Urgent, for sure. But it's not all doom and gloom!

Because over the challenging last year, and thanks to feedback from readers, we've started to see a better way to go about asking you to support our work: Level-headedly communicating the urgency of hitting our fundraising goals, being transparent about our finances, challenges, and opportunities, and explaining how being funded primarily by donations big and small, from ordinary (and extraordinary!) people like you, is the thing that lets us do the type of journalism you look to Mother Jones for—that is so very much needed right now.

And it's really been resonating with folks! Thankfully. Because corporations, powerful people with deep pockets, and market forces will never sustain the type of journalism Mother Jones exists to do. Only people like you will.

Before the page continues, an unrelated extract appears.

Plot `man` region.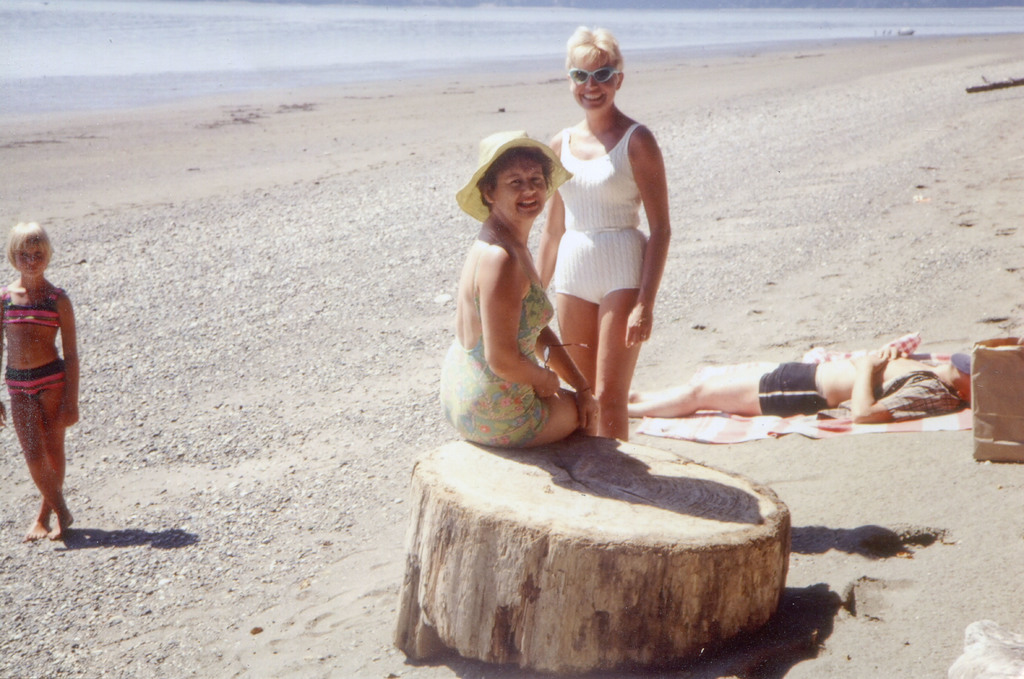
Plotted at {"x1": 627, "y1": 349, "x2": 975, "y2": 426}.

There's more about our finances in "News Never Pays," or "It's Not a Crisis. This Is the New Normal," and we'll have details about the year ahead for you soon. But we already know this: The fundraising for our next deadline, $350,000 by the time September 30 rolls around, has to start now, and it has to be stronger than normal so that we don't fall behind and risk coming up short again.

Please consider pitching in before moving on to whatever it is you're about to do next. We really need to see if we'll be able to raise more with this real estate on a daily basis than we have been, so we're hoping to see a promising start.

—Monika Bauerlein, CEO, and Brian Hiatt, Online Membership Director

payment methods

We Recommend

Latest

Sign up for our free newsletter

Subscribe to the Mother Jones Daily to have our top stories delivered directly to your inbox.

Get our award-winning magazine

Save big on a full year of investigations, ideas, and insights.

Subscribe

Support our journalism

Help Mother Jones' reporters dig deep with a tax-deductible donation.